It looks like scipy.spatial.distance.cdist cosine similariy distance:
link to cos distance 1
1 - u*v/(||u||||v||)
is different from sklearn.metrics.pairwise.cosine_similarity which is
link to cos similarity 2
u*v/||u||||v||
Does anybody know reason for different definitions?
Usually, people use the cosine similarity as a similarity metric between vectors. Now, the distance can be defined as 1-cos_similarity. The intuition behind this is that if 2 vectors are perfectly the same then similarity is 1 (angle=0) and thus, distance is 0 (1-1=0).
The Euclidean distance corresponds to the L2-norm of a difference between vectors. The cosine similarity is proportional to the dot product of two vectors and inversely proportional to the product of their magnitudes.
The formula to find the cosine similarity between two vectors is – Cos(x, y) = x . y / ||x|| * ||y|| where, x .
2.4. Cosine similarity measures the similarity between two vectors of an inner product space. It is measured by the cosine of the angle between two vectors and determines whether two vectors are pointing in roughly the same direction. It is often used to measure document similarity in text analysis.
Good question but yes, these are 2 different things but connected by the following equation:
Cosine_distance = 1 - cosine_similarity
Why?
Usually, people use the cosine similarity as a similarity metric between vectors. Now, the distance can be defined as 1-cos_similarity.
The intuition behind this is that if 2 vectors are perfectly the same then similarity is 1 (angle=0) and thus, distance is 0 (1-1=0).
Similarly you can define the cosine distance for the resulting similarity value range.
Cosine similarity range: −1 meaning exactly opposite, 1 meaning exactly the same, 0 indicating orthogonality.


- [Directions for this task] A faithful, complete transcription of the listing is required.

- [Extracted records]
* * *

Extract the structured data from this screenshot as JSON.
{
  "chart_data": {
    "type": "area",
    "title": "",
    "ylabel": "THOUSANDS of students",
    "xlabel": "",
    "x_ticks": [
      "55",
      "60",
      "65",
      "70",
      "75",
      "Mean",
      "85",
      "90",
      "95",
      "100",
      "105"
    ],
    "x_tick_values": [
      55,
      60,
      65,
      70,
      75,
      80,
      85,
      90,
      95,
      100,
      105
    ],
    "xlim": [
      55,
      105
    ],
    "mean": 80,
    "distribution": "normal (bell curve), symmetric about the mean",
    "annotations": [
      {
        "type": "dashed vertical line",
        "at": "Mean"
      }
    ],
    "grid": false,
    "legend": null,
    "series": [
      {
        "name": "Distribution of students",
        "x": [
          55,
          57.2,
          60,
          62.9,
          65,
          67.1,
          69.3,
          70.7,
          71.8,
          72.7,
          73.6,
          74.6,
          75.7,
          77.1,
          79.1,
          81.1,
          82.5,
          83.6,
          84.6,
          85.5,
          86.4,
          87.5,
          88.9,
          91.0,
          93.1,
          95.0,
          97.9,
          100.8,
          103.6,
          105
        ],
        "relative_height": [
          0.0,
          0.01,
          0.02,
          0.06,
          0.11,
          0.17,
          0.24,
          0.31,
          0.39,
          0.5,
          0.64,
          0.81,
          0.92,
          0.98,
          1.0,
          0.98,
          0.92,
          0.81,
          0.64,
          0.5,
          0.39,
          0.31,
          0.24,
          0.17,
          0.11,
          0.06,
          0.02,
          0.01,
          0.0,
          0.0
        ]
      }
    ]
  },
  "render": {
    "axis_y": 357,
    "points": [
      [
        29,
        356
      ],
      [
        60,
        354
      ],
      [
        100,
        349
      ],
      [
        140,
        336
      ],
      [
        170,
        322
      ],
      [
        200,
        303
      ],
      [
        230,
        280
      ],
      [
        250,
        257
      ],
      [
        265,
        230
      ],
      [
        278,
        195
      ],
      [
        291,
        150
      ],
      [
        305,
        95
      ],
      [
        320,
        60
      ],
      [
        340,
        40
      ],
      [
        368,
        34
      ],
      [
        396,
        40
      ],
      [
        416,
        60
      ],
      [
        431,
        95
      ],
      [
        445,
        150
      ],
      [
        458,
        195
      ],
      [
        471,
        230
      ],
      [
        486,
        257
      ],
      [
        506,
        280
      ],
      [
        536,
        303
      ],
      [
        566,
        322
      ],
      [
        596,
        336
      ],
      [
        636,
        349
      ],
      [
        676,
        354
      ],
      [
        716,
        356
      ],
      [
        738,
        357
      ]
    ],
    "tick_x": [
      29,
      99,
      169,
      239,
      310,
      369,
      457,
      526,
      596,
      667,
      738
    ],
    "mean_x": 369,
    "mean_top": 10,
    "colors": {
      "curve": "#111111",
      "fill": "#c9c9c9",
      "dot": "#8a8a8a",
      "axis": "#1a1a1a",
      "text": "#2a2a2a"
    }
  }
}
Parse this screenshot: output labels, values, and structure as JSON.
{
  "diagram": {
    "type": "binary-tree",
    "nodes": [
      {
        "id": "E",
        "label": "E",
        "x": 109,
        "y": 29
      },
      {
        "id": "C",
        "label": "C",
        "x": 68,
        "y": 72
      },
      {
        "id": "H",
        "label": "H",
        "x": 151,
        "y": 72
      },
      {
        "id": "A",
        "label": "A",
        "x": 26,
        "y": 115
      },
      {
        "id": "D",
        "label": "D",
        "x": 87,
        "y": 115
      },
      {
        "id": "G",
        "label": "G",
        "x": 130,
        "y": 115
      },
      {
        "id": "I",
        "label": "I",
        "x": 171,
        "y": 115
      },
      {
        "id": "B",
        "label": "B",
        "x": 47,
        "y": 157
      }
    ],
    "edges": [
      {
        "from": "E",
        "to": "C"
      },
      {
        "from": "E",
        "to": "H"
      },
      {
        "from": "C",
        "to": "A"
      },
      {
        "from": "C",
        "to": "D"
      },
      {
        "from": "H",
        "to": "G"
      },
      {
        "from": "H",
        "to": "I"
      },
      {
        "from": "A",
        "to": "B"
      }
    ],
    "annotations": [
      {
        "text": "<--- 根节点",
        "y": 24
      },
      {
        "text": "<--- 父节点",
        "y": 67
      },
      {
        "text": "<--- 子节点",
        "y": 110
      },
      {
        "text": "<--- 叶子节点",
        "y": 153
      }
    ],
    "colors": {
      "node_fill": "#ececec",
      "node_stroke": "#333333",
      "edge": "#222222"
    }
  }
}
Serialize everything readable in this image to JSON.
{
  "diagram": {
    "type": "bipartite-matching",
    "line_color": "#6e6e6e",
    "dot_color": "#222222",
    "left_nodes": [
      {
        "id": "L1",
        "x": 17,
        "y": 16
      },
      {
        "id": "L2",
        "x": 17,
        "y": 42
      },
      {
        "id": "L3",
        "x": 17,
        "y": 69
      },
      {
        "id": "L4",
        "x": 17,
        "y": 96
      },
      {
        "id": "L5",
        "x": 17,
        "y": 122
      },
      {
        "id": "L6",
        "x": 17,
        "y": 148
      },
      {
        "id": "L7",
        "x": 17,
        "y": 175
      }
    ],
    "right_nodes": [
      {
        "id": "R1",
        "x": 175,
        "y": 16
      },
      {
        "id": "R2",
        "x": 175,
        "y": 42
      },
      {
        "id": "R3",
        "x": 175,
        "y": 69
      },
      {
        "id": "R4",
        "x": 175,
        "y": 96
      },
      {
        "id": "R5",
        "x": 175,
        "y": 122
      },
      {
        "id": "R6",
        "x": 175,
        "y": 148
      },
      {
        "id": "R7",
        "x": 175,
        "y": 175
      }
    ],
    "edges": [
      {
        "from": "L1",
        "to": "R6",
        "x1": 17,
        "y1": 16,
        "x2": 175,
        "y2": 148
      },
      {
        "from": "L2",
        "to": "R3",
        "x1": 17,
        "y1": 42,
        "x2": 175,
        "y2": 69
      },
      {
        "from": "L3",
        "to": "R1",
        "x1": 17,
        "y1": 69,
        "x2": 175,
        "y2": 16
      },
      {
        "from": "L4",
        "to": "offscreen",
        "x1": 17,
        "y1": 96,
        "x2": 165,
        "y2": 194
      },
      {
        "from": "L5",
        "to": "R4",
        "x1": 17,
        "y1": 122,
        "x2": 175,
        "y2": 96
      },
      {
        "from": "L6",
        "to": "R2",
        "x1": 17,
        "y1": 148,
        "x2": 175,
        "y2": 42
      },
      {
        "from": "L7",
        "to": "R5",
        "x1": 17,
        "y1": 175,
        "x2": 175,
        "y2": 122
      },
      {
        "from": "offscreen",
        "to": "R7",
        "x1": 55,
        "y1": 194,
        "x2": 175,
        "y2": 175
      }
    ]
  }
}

* * *

- [Output for this exercise]
Extract the structured data from this screenshot as JSON.
{
  "chart_data": {
    "type": "area",
    "title": "",
    "ylabel": "THOUSANDS of students",
    "xlabel": "",
    "x_ticks": [
      "55",
      "60",
      "65",
      "70",
      "75",
      "Mean",
      "85",
      "90",
      "95",
      "100",
      "105"
    ],
    "x_tick_values": [
      55,
      60,
      65,
      70,
      75,
      80,
      85,
      90,
      95,
      100,
      105
    ],
    "xlim": [
      55,
      105
    ],
    "mean": 80,
    "distribution": "normal (bell curve), symmetric about the mean",
    "annotations": [
      {
        "type": "dashed vertical line",
        "at": "Mean"
      }
    ],
    "grid": false,
    "legend": null,
    "series": [
      {
        "name": "Distribution of students",
        "x": [
          55,
          57.2,
          60,
          62.9,
          65,
          67.1,
          69.3,
          70.7,
          71.8,
          72.7,
          73.6,
          74.6,
          75.7,
          77.1,
          79.1,
          81.1,
          82.5,
          83.6,
          84.6,
          85.5,
          86.4,
          87.5,
          88.9,
          91.0,
          93.1,
          95.0,
          97.9,
          100.8,
          103.6,
          105
        ],
        "relative_height": [
          0.0,
          0.01,
          0.02,
          0.06,
          0.11,
          0.17,
          0.24,
          0.31,
          0.39,
          0.5,
          0.64,
          0.81,
          0.92,
          0.98,
          1.0,
          0.98,
          0.92,
          0.81,
          0.64,
          0.5,
          0.39,
          0.31,
          0.24,
          0.17,
          0.11,
          0.06,
          0.02,
          0.01,
          0.0,
          0.0
        ]
      }
    ]
  },
  "render": {
    "axis_y": 357,
    "points": [
      [
        29,
        356
      ],
      [
        60,
        354
      ],
      [
        100,
        349
      ],
      [
        140,
        336
      ],
      [
        170,
        322
      ],
      [
        200,
        303
      ],
      [
        230,
        280
      ],
      [
        250,
        257
      ],
      [
        265,
        230
      ],
      [
        278,
        195
      ],
      [
        291,
        150
      ],
      [
        305,
        95
      ],
      [
        320,
        60
      ],
      [
        340,
        40
      ],
      [
        368,
        34
      ],
      [
        396,
        40
      ],
      [
        416,
        60
      ],
      [
        431,
        95
      ],
      [
        445,
        150
      ],
      [
        458,
        195
      ],
      [
        471,
        230
      ],
      [
        486,
        257
      ],
      [
        506,
        280
      ],
      [
        536,
        303
      ],
      [
        566,
        322
      ],
      [
        596,
        336
      ],
      [
        636,
        349
      ],
      [
        676,
        354
      ],
      [
        716,
        356
      ],
      [
        738,
        357
      ]
    ],
    "tick_x": [
      29,
      99,
      169,
      239,
      310,
      369,
      457,
      526,
      596,
      667,
      738
    ],
    "mean_x": 369,
    "mean_top": 10,
    "colors": {
      "curve": "#111111",
      "fill": "#c9c9c9",
      "dot": "#8a8a8a",
      "axis": "#1a1a1a",
      "text": "#2a2a2a"
    }
  }
}
Parse this screenshot: output labels, values, and structure as JSON.
{
  "diagram": {
    "type": "binary-tree",
    "nodes": [
      {
        "id": "E",
        "label": "E",
        "x": 109,
        "y": 29
      },
      {
        "id": "C",
        "label": "C",
        "x": 68,
        "y": 72
      },
      {
        "id": "H",
        "label": "H",
        "x": 151,
        "y": 72
      },
      {
        "id": "A",
        "label": "A",
        "x": 26,
        "y": 115
      },
      {
        "id": "D",
        "label": "D",
        "x": 87,
        "y": 115
      },
      {
        "id": "G",
        "label": "G",
        "x": 130,
        "y": 115
      },
      {
        "id": "I",
        "label": "I",
        "x": 171,
        "y": 115
      },
      {
        "id": "B",
        "label": "B",
        "x": 47,
        "y": 157
      }
    ],
    "edges": [
      {
        "from": "E",
        "to": "C"
      },
      {
        "from": "E",
        "to": "H"
      },
      {
        "from": "C",
        "to": "A"
      },
      {
        "from": "C",
        "to": "D"
      },
      {
        "from": "H",
        "to": "G"
      },
      {
        "from": "H",
        "to": "I"
      },
      {
        "from": "A",
        "to": "B"
      }
    ],
    "annotations": [
      {
        "text": "<--- 根节点",
        "y": 24
      },
      {
        "text": "<--- 父节点",
        "y": 67
      },
      {
        "text": "<--- 子节点",
        "y": 110
      },
      {
        "text": "<--- 叶子节点",
        "y": 153
      }
    ],
    "colors": {
      "node_fill": "#ececec",
      "node_stroke": "#333333",
      "edge": "#222222"
    }
  }
}
Serialize everything readable in this image to JSON.
{
  "diagram": {
    "type": "bipartite-matching",
    "line_color": "#6e6e6e",
    "dot_color": "#222222",
    "left_nodes": [
      {
        "id": "L1",
        "x": 17,
        "y": 16
      },
      {
        "id": "L2",
        "x": 17,
        "y": 42
      },
      {
        "id": "L3",
        "x": 17,
        "y": 69
      },
      {
        "id": "L4",
        "x": 17,
        "y": 96
      },
      {
        "id": "L5",
        "x": 17,
        "y": 122
      },
      {
        "id": "L6",
        "x": 17,
        "y": 148
      },
      {
        "id": "L7",
        "x": 17,
        "y": 175
      }
    ],
    "right_nodes": [
      {
        "id": "R1",
        "x": 175,
        "y": 16
      },
      {
        "id": "R2",
        "x": 175,
        "y": 42
      },
      {
        "id": "R3",
        "x": 175,
        "y": 69
      },
      {
        "id": "R4",
        "x": 175,
        "y": 96
      },
      {
        "id": "R5",
        "x": 175,
        "y": 122
      },
      {
        "id": "R6",
        "x": 175,
        "y": 148
      },
      {
        "id": "R7",
        "x": 175,
        "y": 175
      }
    ],
    "edges": [
      {
        "from": "L1",
        "to": "R6",
        "x1": 17,
        "y1": 16,
        "x2": 175,
        "y2": 148
      },
      {
        "from": "L2",
        "to": "R3",
        "x1": 17,
        "y1": 42,
        "x2": 175,
        "y2": 69
      },
      {
        "from": "L3",
        "to": "R1",
        "x1": 17,
        "y1": 69,
        "x2": 175,
        "y2": 16
      },
      {
        "from": "L4",
        "to": "offscreen",
        "x1": 17,
        "y1": 96,
        "x2": 165,
        "y2": 194
      },
      {
        "from": "L5",
        "to": "R4",
        "x1": 17,
        "y1": 122,
        "x2": 175,
        "y2": 96
      },
      {
        "from": "L6",
        "to": "R2",
        "x1": 17,
        "y1": 148,
        "x2": 175,
        "y2": 42
      },
      {
        "from": "L7",
        "to": "R5",
        "x1": 17,
        "y1": 175,
        "x2": 175,
        "y2": 122
      },
      {
        "from": "offscreen",
        "to": "R7",
        "x1": 55,
        "y1": 194,
        "x2": 175,
        "y2": 175
      }
    ]
  }
}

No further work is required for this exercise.